Glossary for ALMA Data Processing

From CASA Guides
Revision as of 22:50, 4 April 2014 by Amoullet (talk | contribs)
Jump to navigationJump to search
  • Amplitude: modulus of a visibility point, measured on a flux density scale (usually in Jy)
  • Beam:
    • Primary beam: the angular sensitivity pattern on the sky of each antenna in the array. It defines the field of view for a given pointing in the sky. The primary beam varies as ~1.2([math]\displaystyle{ \lambda }[/math]/D), where [math]\displaystyle{ \lambda }[/math] is the observational wavelength and D is the antenna diameter.
    • Synthesized beam (beam): the effective angular resolution (~psf) of an interferometric array, for a given frequency, sky declination and antennae distribution.
  • Calibrated data: visibilities to which calibration tables have been applied (see calibration). The calibrated data can be directly used for analysis in the Fourier plane, or imaged to derive a map in the sky plane.
  • Calibration: process during the data reduction in which different corrections tables are derived and subsequently applied to the data. This includes scaling by system temperature, bandpass response correction, temporal gain correction (for phase and amplitude), absolute flux scaling.

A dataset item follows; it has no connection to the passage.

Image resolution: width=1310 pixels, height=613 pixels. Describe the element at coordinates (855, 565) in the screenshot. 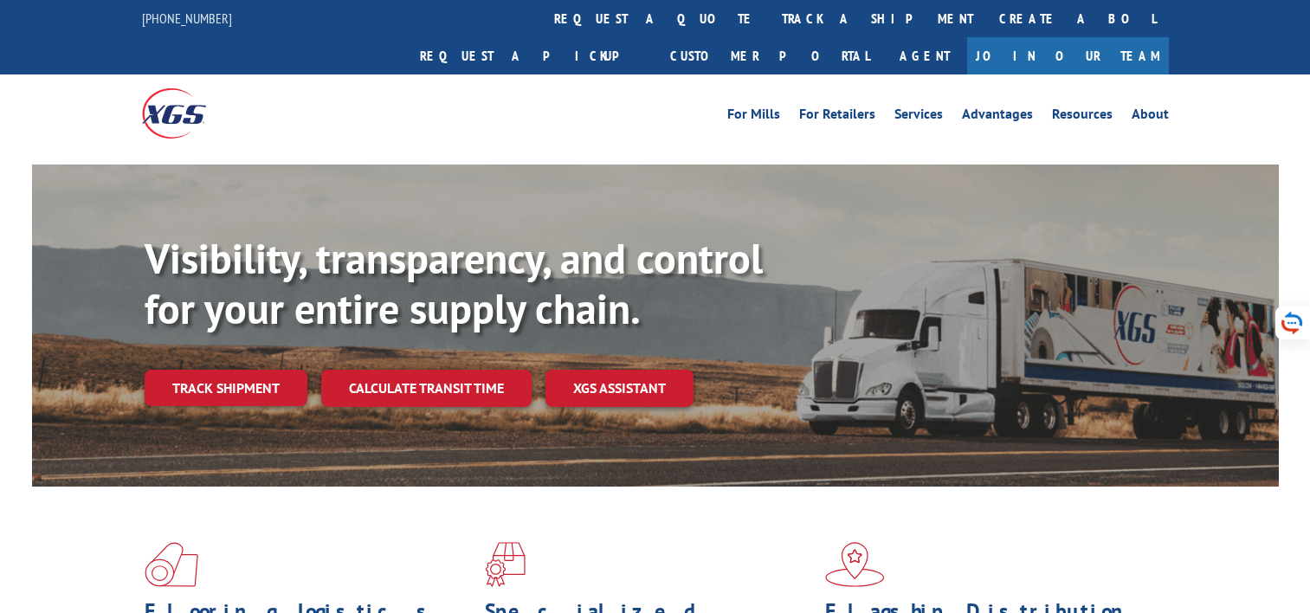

Water Vapor Radiometer corrections (small-scale phase corrections) can also be applied).
  • Cleaning: processes of deconvolving an image from the secondary lobes of the synthesized beam
  • Continuum: emission varying very smoothly with frequency (for example, black body emission)
  • Data Package: directory downloaded from the ALMA archive, containing scripts, measurement sets, log files and notes.
  • Doppler tracking': the action of changing the frequency observed to take into account the Doppler
  • Execution block
  • Image, Image cube
  • Imaging
  • Mask, clean mask
  • Measurement set
  • Quality Assurance
  • Phase
  • Scan
  • Scheduling block
  • Spectral frame
  • Spectral window' : subrange of frequencies. In ALMA Cycle 0 observations, each execution block contains at most four spectral windows


  • u,v distance: distance of a point in the Fourier plane (coordinate Ux, Vx) to the phase center in the Fourier plane (coordinates 0,0). The (u,v) distance of a visibility corresponds to the projected length of the corresponding baseline. It is s expressed either in meters or wavelength number (usually k[math]\displaystyle{ \lambda }[/math]). Generally speaking, visibilities with a short (u,v) distance contain information on large angular scales on the sky.


  • 'u,v plane', Fourier plane'


  • Visibility: the cross-correlation product of signals from two antennas. The data collected from the correlator in an interferometer consists of visibilities. They are complex numbers, whose argument is the phase and modulus is the amplitude. Visibilities coordinates are expressed in the Fourier Plane.